We have gathered here to commemorate the death of the Lord Jesus Christ, the propitiatory sacrifice of the true Victim. We have so much to learn about what He did for us in this that we could spend the rest of lives just trying to figure out how to scratch the surface.
We sometimes drift into thinking that Jesus died as a victim on behalf of all the victims throughout history. But this is one of the notions that He came to crucify. He was the true victim, and He was the only one. He did not die as victim on behalf of all victims. He died as the true victim so that we could be liberated from our perpetual tendency to play victim. Because He died for false victims, knowing what He did, He stepped into the place of the true victim, and He triumphed over that death from within.

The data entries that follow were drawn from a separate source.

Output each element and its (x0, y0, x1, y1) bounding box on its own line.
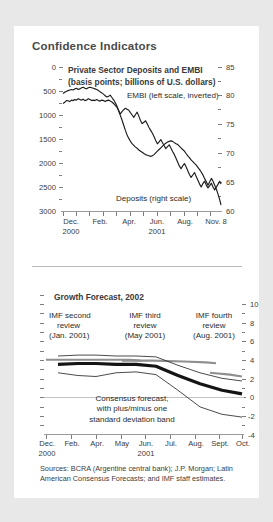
chart2-ytick-8: 8 (250, 319, 254, 328)
chart1-xtick-8 (170, 212, 171, 216)
chart2-xlabel-may: May (115, 439, 129, 448)
chart2-xlabel-aug: Aug. (188, 439, 204, 448)
chart2-ytick-6: 6 (250, 337, 254, 346)
chart1-xtick-10 (197, 212, 198, 216)
chart1-xtick-3 (103, 212, 104, 216)
chart2-ann2-line3: (Jan. 2001) (49, 331, 91, 341)
chart2-x-axis (44, 434, 244, 435)
chart1-xtick-6 (143, 212, 144, 216)
figure-card: Confidence Indicators Private Sector Dep… (14, 26, 259, 498)
chart1-xtick-4 (116, 212, 117, 216)
sources-note: Sources: BCRA (Argentine central bank); … (40, 464, 250, 484)
chart2-xlabel-oct: Oct. (236, 439, 250, 448)
chart1-label-embi: EMBI (left scale, inverted) (127, 91, 219, 100)
chart1-ytick-left-3000: 3000 (24, 207, 56, 216)
chart1-year-2001: 2001 (149, 227, 166, 236)
chart2-xtick-6 (195, 435, 196, 439)
chart2-annotation-imf-fourth-review: IMF fourth review (Aug. 2001) (193, 311, 235, 341)
chart2-xtick-0 (46, 435, 47, 439)
chart1-ytick-right-85: 85 (226, 63, 234, 72)
chart1-xlabel-nov8: Nov. 8 (205, 217, 226, 226)
chart1-xtick-2 (89, 212, 90, 216)
chart2-ytick-2: 2 (250, 375, 254, 384)
chart2-ytick-4: 4 (250, 356, 254, 365)
chart1-ytick-right-80: 80 (226, 91, 234, 100)
chart2-ann2-line1: IMF second (49, 311, 91, 321)
chart2-year-2001: 2001 (138, 449, 155, 458)
chart2-xtick-7 (219, 435, 220, 439)
chart-private-sector-deposits-and-embi: Private Sector Deposits and EMBI (basis … (14, 60, 259, 260)
chart2-xlabel-feb: Feb. (64, 439, 79, 448)
chart1-xlabel-apr: Apr. (122, 217, 136, 226)
chart2-ann3-line2: review (125, 321, 165, 331)
chart2-ytick-0: 0 (250, 393, 254, 402)
chart2-xlabel-jun: Jun. (139, 439, 153, 448)
chart2-ann2-line2: review (49, 321, 91, 331)
chart1-xlabel-dec: Dec. (63, 217, 79, 226)
chart-growth-forecast-2002: Growth Forecast, 2002 10 8 6 4 2 0 -2 -4 (14, 276, 259, 456)
chart2-ann4-line3: (Aug. 2001) (193, 331, 235, 341)
chart2-tick-left-1 (40, 295, 44, 296)
chart2-ytick-10: 10 (250, 300, 258, 309)
chart2-xtick-3 (121, 435, 122, 439)
chart1-year-2000: 2000 (63, 227, 80, 236)
chart2-series-imf-fourth-review (210, 373, 242, 377)
chart2-xlabel-apr: Apr. (90, 439, 104, 448)
chart2-annc-line3: standard deviation band (89, 415, 174, 425)
chart1-xlabel-jun: Jun. (150, 217, 164, 226)
chart1-ytick-right-70: 70 (226, 149, 234, 158)
chart2-xtick-4 (145, 435, 146, 439)
chart2-xlabel-sept: Sept. (211, 439, 229, 448)
chart1-xlabel-aug: Aug. (177, 217, 193, 226)
chart2-title: Growth Forecast, 2002 (54, 292, 144, 302)
chart1-series-deposits (63, 87, 221, 205)
chart2-ann3-line1: IMF third (125, 311, 165, 321)
chart2-xtick-1 (71, 435, 72, 439)
chart2-ytick-neg2: -2 (248, 412, 255, 421)
chart1-xtick-7 (157, 212, 158, 216)
chart1-xtick-9 (184, 212, 185, 216)
chart1-label-deposits: Deposits (right scale) (116, 194, 191, 203)
figure-title: Confidence Indicators (32, 40, 157, 52)
chart2-ann4-line1: IMF fourth (193, 311, 235, 321)
chart2-annc-line1: Consensus forecast, (89, 394, 174, 404)
chart2-annotation-imf-third-review: IMF third review (May 2001) (125, 311, 165, 341)
panel-divider (32, 266, 242, 267)
chart2-annotation-imf-second-review: IMF second review (Jan. 2001) (49, 311, 91, 341)
chart1-xlabel-feb: Feb. (92, 217, 107, 226)
chart1-ytick-left-500: 500 (24, 87, 56, 96)
chart2-xtick-5 (170, 435, 171, 439)
chart1-ytick-left-2000: 2000 (24, 159, 56, 168)
chart1-ytick-left-0: 0 (24, 63, 56, 72)
chart1-series-embi (63, 99, 221, 190)
chart1-ytick-right-75: 75 (226, 120, 234, 129)
chart2-xlabel-jul: Jul. (165, 439, 177, 448)
chart2-xtick-8 (242, 435, 243, 439)
chart2-annc-line2: with plus/minus one (89, 404, 174, 414)
chart2-ann4-line2: review (193, 321, 235, 331)
chart2-annotation-consensus-forecast: Consensus forecast, with plus/minus one … (89, 394, 174, 425)
chart1-ytick-right-65: 65 (226, 178, 234, 187)
chart2-year-2000: 2000 (39, 449, 56, 458)
chart1-ytick-left-1500: 1500 (24, 135, 56, 144)
chart1-plot-area (61, 67, 222, 211)
chart1-ytick-right-60: 60 (226, 207, 234, 216)
chart1-ytick-left-2500: 2500 (24, 183, 56, 192)
chart1-xtick-0 (63, 212, 64, 216)
chart2-xtick-2 (96, 435, 97, 439)
chart1-xtick-11 (210, 212, 211, 216)
chart2-xlabel-dec: Dec. (39, 439, 55, 448)
chart2-series-consensus-forecast (58, 364, 242, 394)
chart1-xtick-1 (76, 212, 77, 216)
chart1-ytick-left-1000: 1000 (24, 111, 56, 120)
chart2-ann3-line3: (May 2001) (125, 331, 165, 341)
chart1-xtick-5 (130, 212, 131, 216)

There are only two kinds of justification. The first is the kind that God offers us in the cross of Jesus Christ. The second is the kind we offer to ourselves, in our own name. On the one hand, we have excuses, reasons, duties, strivings, exertions, explanations, and shifting. On the other, we have the blood of Jesus Christ. Put another way, we have true justification and we have false justification. True justification is the result of the innocent dying for the guilty. False justification is the result of the guilty pretending that the problem is elsewhere.
You have come to this Table because you have been sealed with the mark of baptism, with obligates you with the most solemn of vows, to look to Christ alone as the only real victim in the history of the world. And so we have come, and so we do.